Yūgen 幽玄 is the term most oft-used in describing Noh theater.
It is a a word from Japanese aesthetics that appears from time to time in English advertising or as part of the growing terms borrowed from Japanese as part of the self-help industry, like wabi-sabi, “Zen,” kintsugi, ikigai, ichigo-ichie.
It is also one of the words the Japanese themselves use to advertise their culture. This below is from Shiseido:
Yūgen is a word that has no translation in English, but it is a feeling we will all have felt. It has been loosely summed up as “an awareness of the universe that triggers emotional responses too deep and powerful for words”, but has also been called “mysterious grace”, “subtle profundity” and the “beauty of the unseen”.

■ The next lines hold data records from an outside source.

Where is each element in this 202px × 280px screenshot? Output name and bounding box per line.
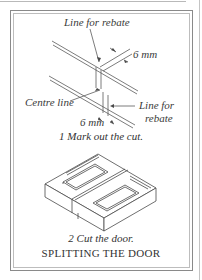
figure-title: SPLITTING THE DOOR bbox=[0, 247, 202, 259]
caption-step-2: 2 Cut the door. bbox=[0, 232, 202, 244]
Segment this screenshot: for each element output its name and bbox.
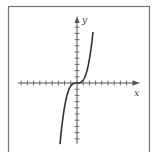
axes bbox=[18, 16, 140, 144]
y-axis-label: y bbox=[81, 15, 88, 25]
y-axis-arrow-icon bbox=[75, 16, 80, 23]
cubic-function-graph: y x bbox=[0, 0, 155, 152]
x-axis-arrow-icon bbox=[133, 81, 140, 86]
graph-frame bbox=[9, 7, 150, 153]
x-axis-label: x bbox=[134, 88, 139, 98]
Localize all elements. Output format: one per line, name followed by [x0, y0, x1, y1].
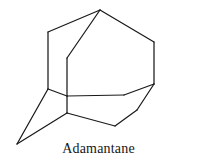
bond-edge-group [17, 10, 154, 144]
bond-line-v_left_mid-to-v_front_cross [48, 89, 67, 96]
bond-line-v_bottom_mid-to-v_low_right [115, 110, 137, 126]
bond-line-v_left_mid-to-v_bottom_left [17, 89, 48, 144]
figure-caption: Adamantane [0, 140, 197, 158]
bond-line-v_apex-to-v_up_right [100, 10, 154, 42]
bond-line-v_front_cross-to-v_mid_right [67, 95, 124, 96]
bond-line-v_low_right-to-v_right_mid [137, 84, 154, 110]
bond-line-v_front_low-to-v_bottom_mid [67, 113, 115, 126]
adamantane-figure: Adamantane [0, 0, 197, 164]
bond-line-v_mid_right-to-v_right_mid [124, 84, 154, 95]
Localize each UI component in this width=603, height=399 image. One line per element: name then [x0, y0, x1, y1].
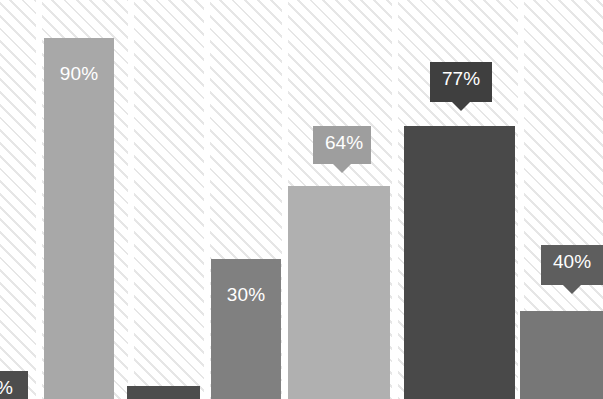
tooltip-64: 64%	[313, 126, 371, 164]
category-band-1	[0, 0, 36, 399]
tooltip-77: 77%	[430, 62, 492, 102]
bar-3-value-label: 30%	[227, 285, 266, 304]
bar-chart: 90%30% 64%77%40% %	[0, 0, 603, 399]
bar-4[interactable]	[288, 186, 390, 399]
tooltip-40-text: 40%	[553, 251, 591, 272]
tooltip-caret-icon	[333, 164, 351, 173]
category-band-3	[134, 0, 204, 399]
bar-5[interactable]	[404, 126, 515, 399]
tooltip-caret-icon	[452, 102, 470, 111]
bar-3[interactable]: 30%	[211, 259, 281, 399]
tooltip-caret-icon	[563, 285, 581, 294]
tooltip-40: 40%	[541, 245, 603, 285]
tooltip-64-text: 64%	[325, 132, 363, 153]
bar-1-value-label: 90%	[60, 64, 99, 83]
bar-2[interactable]	[127, 386, 200, 399]
bar-6[interactable]	[520, 311, 603, 399]
clipped-value-badge: %	[0, 371, 28, 399]
clipped-value-badge-text: %	[0, 377, 13, 398]
tooltip-77-text: 77%	[442, 68, 480, 89]
bar-1[interactable]: 90%	[44, 38, 114, 399]
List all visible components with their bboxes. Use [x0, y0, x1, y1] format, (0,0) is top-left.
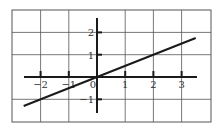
x-tick-label: 2: [150, 79, 156, 90]
x-tick-label: 0: [90, 79, 96, 90]
plot-border: [12, 10, 211, 122]
y-tick-label: 2: [88, 27, 94, 38]
series-line: [24, 38, 196, 106]
y-tick-label: 1: [88, 50, 94, 61]
x-tick-label: 1: [122, 79, 128, 90]
x-tick-label: 3: [178, 79, 184, 90]
function-graph: −2−1012321−1: [0, 0, 220, 125]
y-tick-label: −1: [79, 94, 94, 105]
grid: [12, 10, 211, 122]
x-tick-label: −2: [33, 79, 48, 90]
plot-line: [24, 38, 196, 106]
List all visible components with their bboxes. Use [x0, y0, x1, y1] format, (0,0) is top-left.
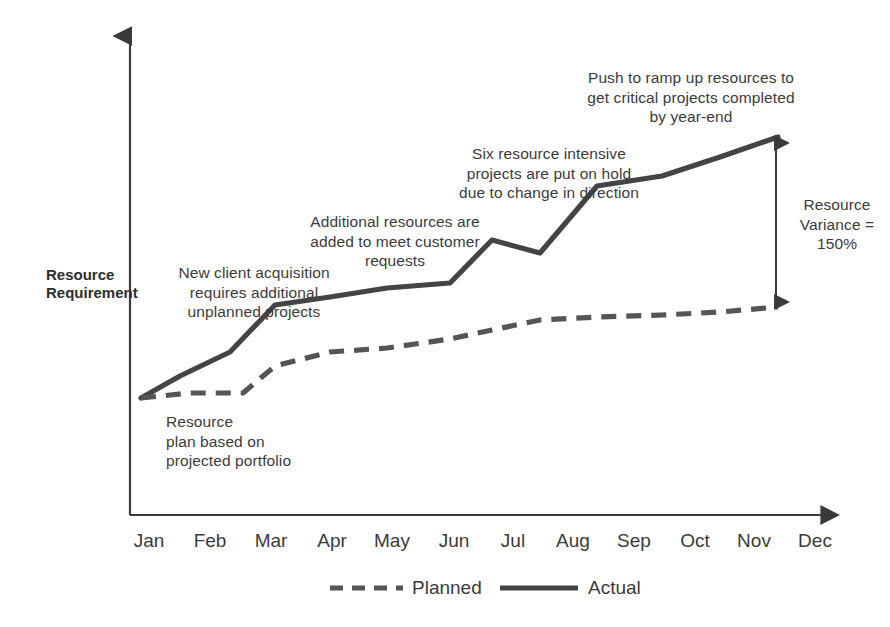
x-tick-aug: Aug — [543, 530, 603, 552]
annotation-additional-resources: Additional resources are added to meet c… — [283, 212, 507, 271]
x-tick-feb: Feb — [180, 530, 240, 552]
x-tick-jan: Jan — [119, 530, 179, 552]
x-tick-may: May — [362, 530, 422, 552]
x-tick-dec: Dec — [785, 530, 845, 552]
annotation-push-to-ramp-up: Push to ramp up resources to get critica… — [548, 68, 834, 127]
annotation-new-client-acquisition: New client acquisition requires addition… — [147, 263, 361, 322]
y-axis-title-line1: Resource — [46, 266, 114, 283]
legend-label-actual: Actual — [588, 577, 641, 599]
x-tick-mar: Mar — [241, 530, 301, 552]
annotation-six-resource-intensive: Six resource intensive projects are put … — [428, 144, 670, 203]
chart-canvas: ResourceRequirement Jan Feb Mar Apr May … — [0, 0, 890, 627]
y-axis-title: ResourceRequirement — [46, 266, 132, 302]
legend-label-planned: Planned — [412, 577, 482, 599]
x-tick-oct: Oct — [665, 530, 725, 552]
y-axis-title-line2: Requirement — [46, 284, 138, 301]
x-tick-jun: Jun — [424, 530, 484, 552]
x-tick-sep: Sep — [604, 530, 664, 552]
x-tick-apr: Apr — [302, 530, 362, 552]
annotation-resource-plan: Resource plan based on projected portfol… — [166, 412, 291, 471]
x-tick-nov: Nov — [724, 530, 784, 552]
x-tick-jul: Jul — [483, 530, 543, 552]
annotation-resource-variance: Resource Variance = 150% — [789, 195, 885, 254]
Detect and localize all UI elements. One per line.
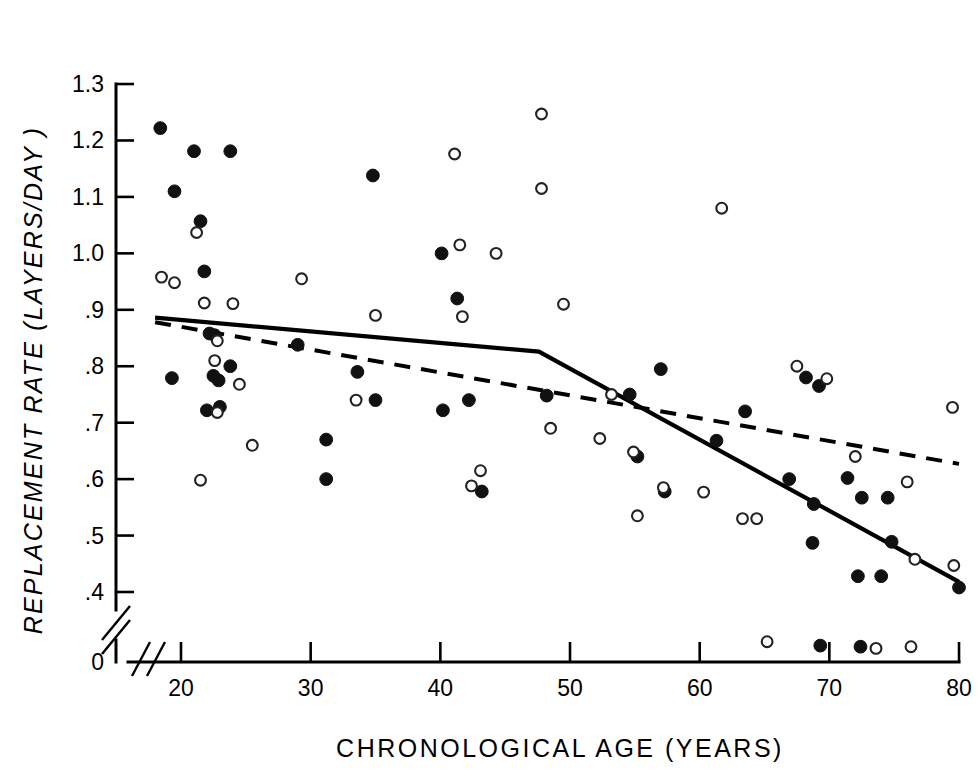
data-point-open: [906, 641, 917, 652]
x-axis-break-slash: [147, 642, 165, 676]
data-point-filled: [814, 639, 827, 652]
data-point-filled: [654, 363, 667, 376]
data-point-open: [454, 240, 465, 251]
y-axis-tick-label: .5: [85, 523, 104, 549]
y-axis-tick-label: .9: [85, 297, 104, 323]
scatter-plot-figure: 1.31.21.11.0.9.8.7.6.5.4020304050607080R…: [0, 0, 980, 774]
x-axis-tick-label: 20: [168, 675, 194, 701]
x-axis-tick-label: 40: [428, 675, 454, 701]
y-axis-zero-label: 0: [91, 649, 104, 675]
y-axis-tick-label: 1.1: [72, 184, 104, 210]
data-point-filled: [224, 360, 237, 373]
data-point-filled: [841, 472, 854, 485]
dashed-linear-fit: [155, 322, 959, 464]
y-axis-tick-label: .4: [85, 579, 104, 605]
data-point-open: [212, 335, 223, 346]
data-point-open: [212, 407, 223, 418]
y-axis-tick-label: 1.0: [72, 240, 104, 266]
data-point-filled: [320, 473, 333, 486]
data-point-open: [195, 475, 206, 486]
data-point-open: [296, 273, 307, 284]
x-axis-title: CHRONOLOGICAL AGE (YEARS): [336, 734, 784, 762]
data-points-group: [154, 109, 965, 654]
y-axis-tick-label: .6: [85, 466, 104, 492]
data-point-filled: [194, 215, 207, 228]
y-axis-tick-label: 1.2: [72, 127, 104, 153]
data-point-open: [351, 395, 362, 406]
data-point-filled: [451, 292, 464, 305]
fit-lines-group: [155, 318, 959, 582]
y-axis-tick-label: .8: [85, 353, 104, 379]
data-point-open: [536, 109, 547, 120]
y-axis-tick-label: .7: [85, 410, 104, 436]
data-point-filled: [852, 570, 865, 583]
data-point-open: [558, 299, 569, 310]
data-point-filled: [540, 389, 553, 402]
data-point-open: [632, 510, 643, 521]
data-point-filled: [291, 338, 304, 351]
y-axis-title: REPLACEMENT RATE (LAYERS/DAY ): [19, 126, 47, 635]
data-point-filled: [437, 404, 450, 417]
data-point-open: [947, 402, 958, 413]
data-point-filled: [885, 535, 898, 548]
data-point-open: [751, 513, 762, 524]
x-axis-break-slash: [132, 642, 150, 676]
x-axis-tick-label: 60: [687, 675, 713, 701]
data-point-filled: [463, 394, 476, 407]
data-point-open: [698, 487, 709, 498]
data-point-filled: [854, 640, 867, 653]
data-point-open: [199, 298, 210, 309]
data-point-open: [606, 389, 617, 400]
solid-segmented-fit: [155, 318, 959, 582]
x-axis-tick-label: 80: [946, 675, 972, 701]
data-point-open: [234, 379, 245, 390]
data-point-filled: [198, 265, 211, 278]
data-point-open: [658, 482, 669, 493]
data-point-open: [716, 203, 727, 214]
data-point-filled: [351, 366, 364, 379]
data-point-open: [536, 183, 547, 194]
data-point-open: [792, 361, 803, 372]
data-point-open: [910, 554, 921, 565]
data-point-filled: [166, 372, 179, 385]
data-point-filled: [188, 145, 201, 158]
data-point-open: [821, 373, 832, 384]
data-point-open: [370, 310, 381, 321]
data-point-filled: [739, 405, 752, 418]
x-axis-tick-label: 30: [298, 675, 324, 701]
data-point-filled: [224, 145, 237, 158]
y-axis-tick-label: 1.3: [72, 71, 104, 97]
data-point-open: [628, 447, 639, 458]
data-point-open: [491, 248, 502, 259]
data-point-filled: [806, 537, 819, 550]
data-point-open: [948, 560, 959, 571]
data-point-open: [209, 355, 220, 366]
data-point-filled: [881, 491, 894, 504]
data-point-open: [902, 477, 913, 488]
data-point-open: [457, 311, 468, 322]
x-axis-tick-label: 70: [817, 675, 843, 701]
data-point-open: [191, 227, 202, 238]
data-point-filled: [154, 122, 167, 135]
data-point-filled: [807, 498, 820, 511]
data-point-filled: [367, 169, 380, 182]
data-point-open: [850, 451, 861, 462]
data-point-open: [762, 636, 773, 647]
data-point-open: [247, 440, 258, 451]
data-point-filled: [953, 581, 966, 594]
data-point-open: [737, 513, 748, 524]
data-point-filled: [212, 374, 225, 387]
data-point-filled: [623, 388, 636, 401]
x-axis-tick-label: 50: [557, 675, 583, 701]
data-point-filled: [800, 371, 813, 384]
data-point-filled: [435, 247, 448, 260]
plot-canvas: 1.31.21.11.0.9.8.7.6.5.4020304050607080R…: [0, 0, 980, 774]
data-point-open: [594, 433, 605, 444]
data-point-open: [871, 643, 882, 654]
data-point-open: [228, 298, 239, 309]
data-point-open: [449, 149, 460, 160]
data-point-filled: [168, 185, 181, 198]
data-point-filled: [875, 570, 888, 583]
data-point-filled: [855, 491, 868, 504]
data-point-open: [169, 277, 180, 288]
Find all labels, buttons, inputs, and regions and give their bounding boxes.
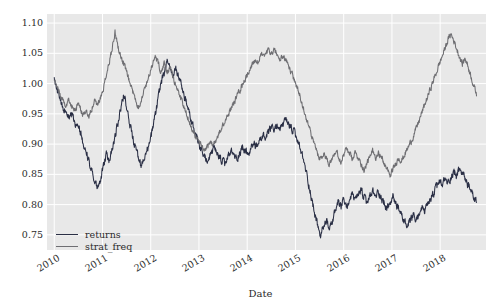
y-tick-label: 1.10 — [3, 18, 43, 28]
x-tick-label: 2018 — [414, 252, 447, 278]
y-tick-label: 1.00 — [3, 79, 43, 89]
x-tick-label: 2017 — [366, 252, 399, 278]
legend-color-swatch — [56, 246, 78, 247]
x-tick-label: 2011 — [77, 252, 110, 278]
y-tick-label: 0.95 — [3, 109, 43, 119]
y-tick-label: 1.05 — [3, 48, 43, 58]
x-tick-label: 2016 — [318, 252, 351, 278]
series-line-returns — [54, 59, 476, 238]
chart-figure: 0.750.800.850.900.951.001.051.10 2010201… — [0, 0, 497, 308]
legend-label: strat_freq — [85, 241, 132, 252]
y-axis-tick-labels: 0.750.800.850.900.951.001.051.10 — [0, 14, 43, 250]
x-axis-tick-labels: 201020112012201320142015201620172018 — [47, 250, 486, 290]
x-axis-label-text: Date — [249, 288, 273, 299]
legend-label: returns — [85, 229, 121, 240]
x-tick-label: 2010 — [29, 252, 62, 278]
y-tick-label: 0.80 — [3, 200, 43, 210]
y-tick-label: 0.75 — [3, 230, 43, 240]
plot-canvas — [47, 14, 486, 250]
plot-area — [47, 14, 486, 250]
y-tick-label: 0.85 — [3, 169, 43, 179]
x-tick-label: 2013 — [173, 252, 206, 278]
y-tick-label: 0.90 — [3, 139, 43, 149]
series-line-strat_freq — [54, 30, 476, 177]
x-tick-label: 2012 — [125, 252, 158, 278]
x-tick-label: 2014 — [221, 252, 254, 278]
legend-color-swatch — [56, 234, 78, 235]
chart-legend: returnsstrat_freq — [52, 225, 137, 255]
legend-item-strat_freq: strat_freq — [56, 240, 132, 252]
x-axis-label: Date — [0, 288, 497, 299]
legend-item-returns: returns — [56, 228, 132, 240]
x-tick-label: 2015 — [270, 252, 303, 278]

Deep, profound and used to convey feelings that are inexpressible in words. I have felt myself thinking Yūgen when gazing at the nigh sky from the top of Mauna Kea—as thousands and thousands of stars were visible. It was so vast and profound to really look at the stars lighting up the Milky Way.
I have also felt this when looking into a bowl of tea served in a black raku bowl. The jade color whipped matcha appeared to be sizzling against the darkness. Mysterious and alive, as if there was a dragon in that teabowl.
Zeami said that Noh should be like snow in a silver bowl. For that is Yūgen.
Hiroaki Sato’s book Snow in a Silver Teabowl: A Quest for the Word Yūgen is a gem. Before trying to define Yūgen , Sato asks friends and experts how they would describe it. The answers range from “a bagel” to “an old man emerging from mist.”
Yūgen is dark, ambiguous, mysterious. It is “an awareness of the universe that triggers emotional responses too powerful for words.”
From the opening of the dao de jing, '“the way that can be called the way…” the second kanji “gen” 玄 can be found to mean ineffable and mystery. (Here is Ursula le Guin)
In ancient Chinese, it mean distant and remote.
My favorite response was by the great Liza dalby, when she answered that Yūgen is the ku of shiki, soku, ze ku— From the Heart Sutra this is the emptiness in the line form is emptiness…
More about Noh on Monday at 3 Quarks Daily…
Tea with Zeami, aye? Looking forward to Monday, Leanne!